The rapid evolution of the coronavirus into an alphabet soup of subvariants presents a vexing challenge to health officials: They must make far-reaching policy decisions based on little biological certainty of which viral variants will be dominant this fall or winter.
The Food and Drug Administration said at the end of June that it would update virus vaccines for a booster campaign in the fall targeting highly contagious omicron subvariants. But the ground is shifting beneath its feet.
In just eight weeks, the subvariant known as BA.5 has gone from a blip in U.S. case counts to the dominant version of the virus, now making up more than three-quarters of new cases. Perhaps the most transmissible subvariant yet, it is pushing up positive tests, hospitalizations and intensive care admissions across the country,
There is no evidence that BA.5 causes more severe disease, but the latest metrics certainly bust the myth that the virus will become milder as it evolves.
"None of us has a crystal ball, and we are trying to use every last ounce of what we can from predictive modeling and from the data that we have to try to get ahead of a virus that has been very crafty," Dr. Peter Marks, a top vaccine regulator at the FDA, said after an advisory committee recommended that the agency prioritize vaccines specific to the omicron subvariants. "For something that's only nanometers in size, it's pretty darn crafty. We're trying to make our best judgment here."
Omicron and its offshoots have dominated for about six months, and whatever incarnation of the virus comes next is more likely to be tied to the omicron family than to earlier versions, said Jerry Weir, a senior FDA regulator.
That assumption is the best calculation that can be made at this time, according to outside experts not on the FDA expert panel.
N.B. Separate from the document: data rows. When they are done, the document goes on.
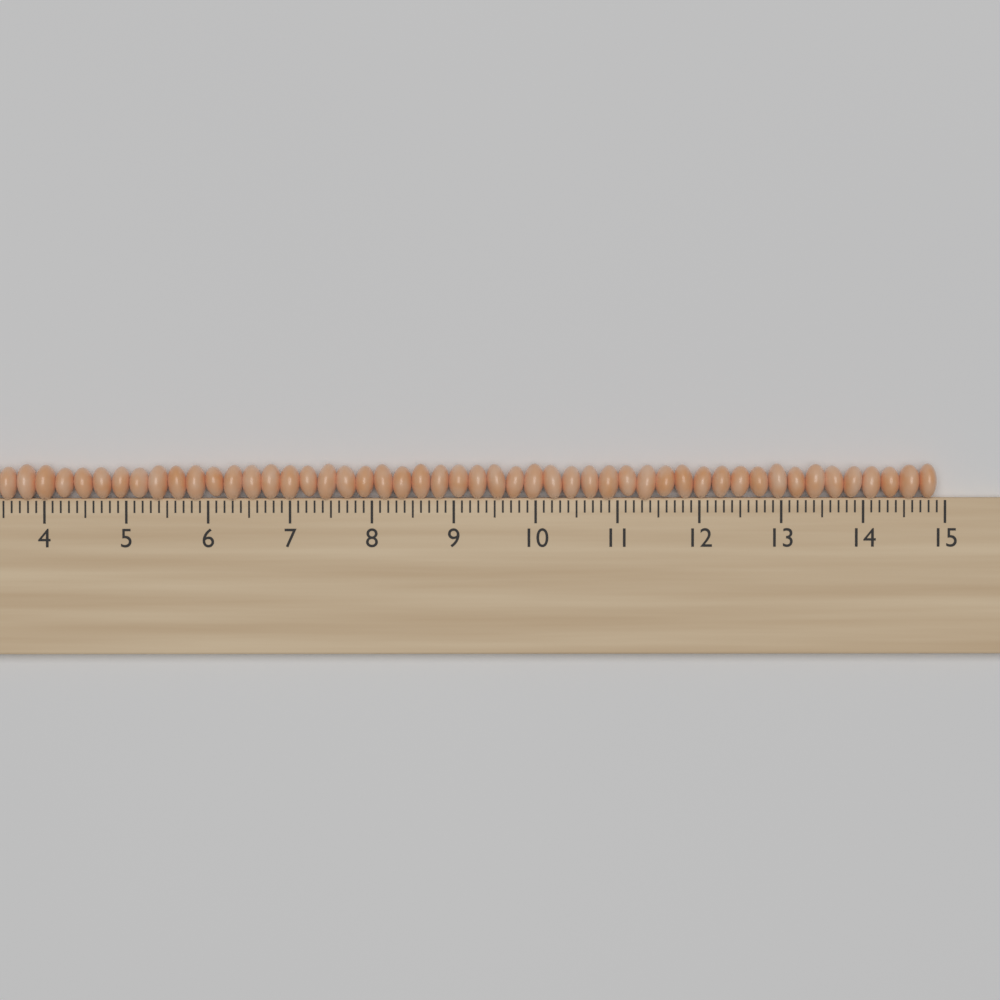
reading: 14.9 cm
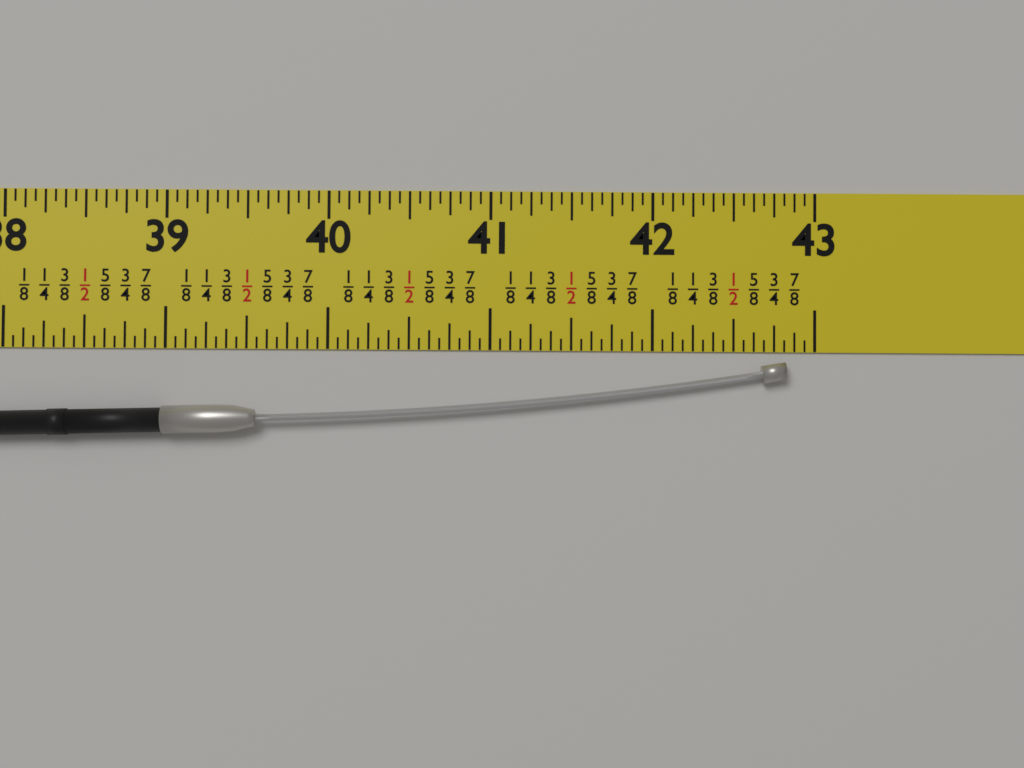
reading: 42.8125 in
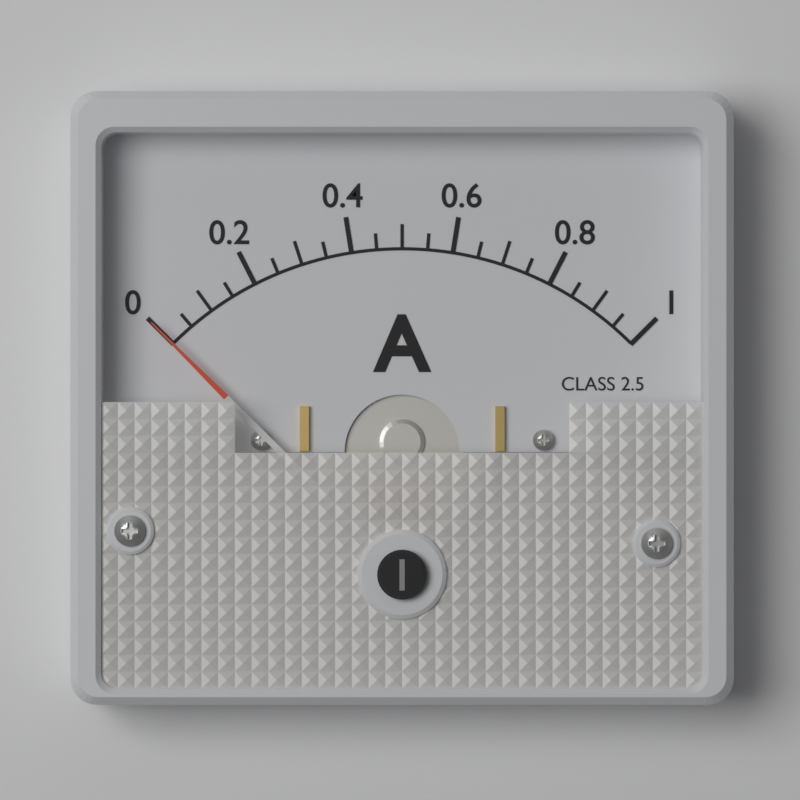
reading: 0.00 A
"Viruses like SARS-CoV-2 are always evolving, and it's a near certainty that new mutants will emerge in any given six-month time frame," said Jesse Bloom of the Fred Hutchinson Cancer Center in Seattle. "But as long as these mutants are descendants or close relatives of BA.2 or BA.4/BA.5, then a vaccine booster based on BA.4/BA.5, as the FDA has recommended, should be a much better match to them than the current vaccine, even if it's not a perfect match."